Panda Hugging 2012: China and the U.S. in the Government Transition year

By Ashley Feng:

Forty years after the Shanghai Communique began to thaw the relationship between Earth’s richest nation and its most populous, the second annual U.S.-China Forum at Yale (UCFY) on April 5-8, titled From Win-Win to Mutual Trust, has drawn speakers from fields as diverse as media, law, economics, and environmental advocacy to map out a blueprint for greater cooperation between the U.S. and China.

Professor Stephen Roach, lecturer at the Yale School of Management and Jackson Institute and former Chairman of Morgan Stanley Asia, opened the first full day of this year’s UCFY with an address to students and professors from China’s preeminent Qinghua and Beida universities, as well as Yale and Harvard. Professor Roach outlined the structural weaknesses of the two nations’ opposing economic models and called for trust, as well as mutually beneficial trade policies, between the pair of superpowers.

Stephen Roach speaking at the World Economics Forum; just a few years later, he got to attend his first REAL important conference here at Yale! (Courtesy PBS).

The U.S. economy has been driven by a steep climb in consumption, which has since collapsed with the implosion of the credit and housing bubbles. With annual U.S. consumption growth at less than a seventh of pre-recession levels, the heavily export-oriented Chinese economy has been forced to reconfigure its own economic model. China’s economy, in addition to its foreign investment addiction, also lags behind other major economies in employment growth and remains highly resource-intensive.

Roach criticized both countries’ economic models and laid out a several suggestions for mutually beneficial re-balancing and growth. Each nation must adjust its accounting preferences; the U.S. savings rate is currently too low and the Chinese rate too high to sustain their respective economic growth. China’s economy must shift from dependence on exports to increased domestic consumption, driven by increases in employment, wages, and financial security. To meet these goals, Roach proposed expanding China’s service sector by permitting foreign multinationals to compete domestically, reforming the household registration system to facilitate urbanization, and increasing funding for a meager social safety net.

Professor Roach deplored the “bipartisan China-bashing” taking place in Washington as a major barrier to a win-win U.S.-China relationship, and described the popular perception of China as a massive threat to American workers as “one of the most flawed macroeconomic views I have ever seen.” He criticized a hostile currency bill passed by an overwhelming bipartisan majority in the House, a similar measure in the Senate, and Mitt Romney’s promise to declare China a currency manipulator as glaring examples of American politicians dodging their share of blame for the state of the economy. Roach has repeatedly called for the U.S. government to accept responsibility for out-of-control consumption and debt fueled by its own myopic economic policies, a view for which at least one irate Congressional Representative furiously declared declared him a “panda-hugger.”

Roach urged U.S. policymakers to instead recognize China’s huge potential as a export market for U.S. goods (Roach noted that, for example, channeling Chinese demand toward the U.S. agricultural market could remedy China’s food security problem while eliminating U.S. agricultural subsidies), and negotiate with China for increased access to its domestic Chinese market, where U.S. companies could successfully compete while creating jobs in China’s service sector. Given that the nations control three-eights of global GDP between them, petty trade squabbling seems unlikely to last–and whatever the future of our trade relationship, Steven Roach will be there to keep everyone honest.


▸ What you should do
The only acceptable output is every entry, printed exactly.

▸ Listed entries
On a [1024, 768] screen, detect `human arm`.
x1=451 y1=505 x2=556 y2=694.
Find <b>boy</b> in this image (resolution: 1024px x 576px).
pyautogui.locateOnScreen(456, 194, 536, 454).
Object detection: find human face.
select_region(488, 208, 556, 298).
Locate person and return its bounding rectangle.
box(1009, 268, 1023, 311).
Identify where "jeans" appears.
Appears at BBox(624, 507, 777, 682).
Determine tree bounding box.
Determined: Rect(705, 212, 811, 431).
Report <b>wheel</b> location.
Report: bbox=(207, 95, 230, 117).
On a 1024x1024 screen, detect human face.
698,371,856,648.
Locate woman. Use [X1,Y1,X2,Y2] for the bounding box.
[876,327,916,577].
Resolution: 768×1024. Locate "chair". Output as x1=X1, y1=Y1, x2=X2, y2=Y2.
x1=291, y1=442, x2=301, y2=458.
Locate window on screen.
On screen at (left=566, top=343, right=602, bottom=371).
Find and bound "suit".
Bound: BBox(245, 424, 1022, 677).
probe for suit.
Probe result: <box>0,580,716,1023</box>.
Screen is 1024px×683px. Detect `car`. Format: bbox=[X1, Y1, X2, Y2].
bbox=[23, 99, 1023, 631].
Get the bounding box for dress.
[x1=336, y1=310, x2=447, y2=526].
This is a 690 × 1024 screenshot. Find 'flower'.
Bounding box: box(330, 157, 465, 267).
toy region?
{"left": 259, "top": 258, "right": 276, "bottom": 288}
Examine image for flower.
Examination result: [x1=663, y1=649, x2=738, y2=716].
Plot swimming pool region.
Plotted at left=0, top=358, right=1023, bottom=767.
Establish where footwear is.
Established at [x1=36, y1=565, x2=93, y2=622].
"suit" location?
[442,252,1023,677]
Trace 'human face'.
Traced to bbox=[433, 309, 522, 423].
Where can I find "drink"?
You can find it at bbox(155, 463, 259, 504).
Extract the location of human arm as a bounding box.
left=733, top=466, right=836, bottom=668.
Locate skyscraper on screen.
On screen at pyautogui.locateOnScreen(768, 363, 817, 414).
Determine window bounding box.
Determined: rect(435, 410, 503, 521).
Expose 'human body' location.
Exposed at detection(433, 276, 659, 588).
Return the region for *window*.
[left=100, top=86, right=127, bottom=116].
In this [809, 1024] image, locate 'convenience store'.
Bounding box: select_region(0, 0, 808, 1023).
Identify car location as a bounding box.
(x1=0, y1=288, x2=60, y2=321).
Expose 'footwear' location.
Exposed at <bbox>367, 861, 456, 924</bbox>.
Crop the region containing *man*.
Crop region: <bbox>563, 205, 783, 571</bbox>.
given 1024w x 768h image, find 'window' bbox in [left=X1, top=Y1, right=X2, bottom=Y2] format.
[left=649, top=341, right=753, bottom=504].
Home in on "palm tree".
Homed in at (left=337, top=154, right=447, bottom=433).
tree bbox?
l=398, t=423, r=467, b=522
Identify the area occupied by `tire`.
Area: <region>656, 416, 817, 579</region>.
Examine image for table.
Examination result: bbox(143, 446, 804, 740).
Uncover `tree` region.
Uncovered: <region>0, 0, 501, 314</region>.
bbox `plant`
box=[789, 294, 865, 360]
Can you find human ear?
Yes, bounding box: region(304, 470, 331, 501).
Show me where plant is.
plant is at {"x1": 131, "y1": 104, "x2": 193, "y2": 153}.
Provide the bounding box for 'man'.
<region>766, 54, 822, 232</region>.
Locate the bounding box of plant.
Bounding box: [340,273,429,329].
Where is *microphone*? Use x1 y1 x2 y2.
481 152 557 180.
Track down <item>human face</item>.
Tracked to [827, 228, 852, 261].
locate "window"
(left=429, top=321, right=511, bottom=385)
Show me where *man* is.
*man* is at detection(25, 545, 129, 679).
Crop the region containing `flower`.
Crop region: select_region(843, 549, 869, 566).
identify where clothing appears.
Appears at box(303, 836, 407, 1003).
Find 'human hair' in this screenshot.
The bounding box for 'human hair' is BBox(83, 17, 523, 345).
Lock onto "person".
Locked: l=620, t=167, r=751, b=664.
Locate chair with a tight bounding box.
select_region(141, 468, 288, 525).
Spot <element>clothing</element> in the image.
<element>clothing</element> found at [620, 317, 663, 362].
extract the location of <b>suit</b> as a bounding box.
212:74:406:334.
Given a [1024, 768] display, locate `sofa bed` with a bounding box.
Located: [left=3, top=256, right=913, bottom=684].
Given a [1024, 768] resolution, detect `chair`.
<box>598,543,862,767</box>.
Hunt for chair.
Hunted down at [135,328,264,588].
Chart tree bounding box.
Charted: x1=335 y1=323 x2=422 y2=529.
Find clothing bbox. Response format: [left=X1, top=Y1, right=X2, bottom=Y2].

▸ Response box
On a [1024, 768] screen, detect `human arm`.
x1=451 y1=505 x2=556 y2=694.
Find <b>boy</b> in this image (resolution: 1024px x 576px).
pyautogui.locateOnScreen(456, 194, 536, 454).
Object detection: find human face.
select_region(488, 208, 556, 298).
Locate person and return its bounding rectangle.
box(1009, 268, 1023, 311).
Identify where "jeans" appears.
Appears at BBox(624, 507, 777, 682).
Determine tree bounding box.
Determined: Rect(705, 212, 811, 431).
Report <b>wheel</b> location.
Report: bbox=(207, 95, 230, 117).
On a 1024x1024 screen, detect human face.
698,371,856,648.
Locate woman. Use [X1,Y1,X2,Y2] for the bounding box.
[876,327,916,577].
Resolution: 768×1024. Locate "chair". Output as x1=X1, y1=Y1, x2=X2, y2=Y2.
x1=291, y1=442, x2=301, y2=458.
Locate window on screen.
On screen at (left=566, top=343, right=602, bottom=371).
Find and bound "suit".
Bound: BBox(245, 424, 1022, 677).
probe for suit.
Probe result: <box>0,580,716,1023</box>.
Screen is 1024px×683px. Detect `car`. Format: bbox=[X1, Y1, X2, Y2].
bbox=[23, 99, 1023, 631].
Get the bounding box for dress.
[x1=336, y1=310, x2=447, y2=526].
This is a 690 × 1024 screenshot. Find 'flower'.
Bounding box: box(330, 157, 465, 267).
toy region?
{"left": 259, "top": 258, "right": 276, "bottom": 288}
Examine image for flower.
Examination result: [x1=663, y1=649, x2=738, y2=716].
Plot swimming pool region.
Plotted at left=0, top=358, right=1023, bottom=767.
Establish where footwear is.
Established at [x1=36, y1=565, x2=93, y2=622].
"suit" location?
[442,252,1023,677]
Trace 'human face'.
Traced to bbox=[433, 309, 522, 423].
Where can I find "drink"?
You can find it at bbox(155, 463, 259, 504).
Extract the location of human arm as a bounding box.
left=733, top=466, right=836, bottom=668.
Locate skyscraper on screen.
On screen at pyautogui.locateOnScreen(768, 363, 817, 414).
Determine window bounding box.
Determined: rect(435, 410, 503, 521).
Expose 'human body' location.
Exposed at detection(433, 276, 659, 588).
Return the region for *window*.
[left=100, top=86, right=127, bottom=116].
In this [809, 1024] image, locate 'convenience store'.
Bounding box: select_region(0, 0, 808, 1023).
Identify car location as a bounding box.
(x1=0, y1=288, x2=60, y2=321).
Expose 'footwear' location.
Exposed at <bbox>367, 861, 456, 924</bbox>.
Crop the region containing *man*.
Crop region: <bbox>563, 205, 783, 571</bbox>.
given 1024w x 768h image, find 'window' bbox in [left=X1, top=Y1, right=X2, bottom=Y2] format.
[left=649, top=341, right=753, bottom=504].
Home in on "palm tree".
Homed in at (left=337, top=154, right=447, bottom=433).
tree bbox?
l=398, t=423, r=467, b=522
Identify the area occupied by `tire`.
Area: <region>656, 416, 817, 579</region>.
Examine image for table.
Examination result: bbox(143, 446, 804, 740).
Uncover `tree` region.
Uncovered: <region>0, 0, 501, 314</region>.
bbox `plant`
box=[789, 294, 865, 360]
Can you find human ear?
Yes, bounding box: region(304, 470, 331, 501).
Show me where plant is.
plant is at {"x1": 131, "y1": 104, "x2": 193, "y2": 153}.
Provide the bounding box for 'man'.
<region>766, 54, 822, 232</region>.
Locate the bounding box of plant.
Bounding box: [340,273,429,329].
Where is *microphone*? Use x1 y1 x2 y2.
481 152 557 180.
Track down <item>human face</item>.
Tracked to [827, 228, 852, 261].
locate "window"
(left=429, top=321, right=511, bottom=385)
Show me where *man* is.
*man* is at detection(25, 545, 129, 679).
Crop the region containing `flower`.
Crop region: select_region(843, 549, 869, 566).
identify where clothing appears.
Appears at box(303, 836, 407, 1003).
Find 'human hair' in this screenshot.
The bounding box for 'human hair' is BBox(83, 17, 523, 345).
Lock onto "person".
Locked: l=620, t=167, r=751, b=664.
Locate chair with a tight bounding box.
select_region(141, 468, 288, 525).
Spot <element>clothing</element> in the image.
<element>clothing</element> found at [620, 317, 663, 362].
extract the location of <b>suit</b> as a bounding box.
212:74:406:334.
Given a [1024, 768] display, locate `sofa bed` with a bounding box.
Located: [left=3, top=256, right=913, bottom=684].
Given a [1024, 768] resolution, detect `chair`.
<box>598,543,862,767</box>.
Hunt for chair.
Hunted down at [135,328,264,588].
Chart tree bounding box.
Charted: x1=335 y1=323 x2=422 y2=529.
Find clothing bbox. Response format: [left=X1, top=Y1, right=X2, bottom=Y2].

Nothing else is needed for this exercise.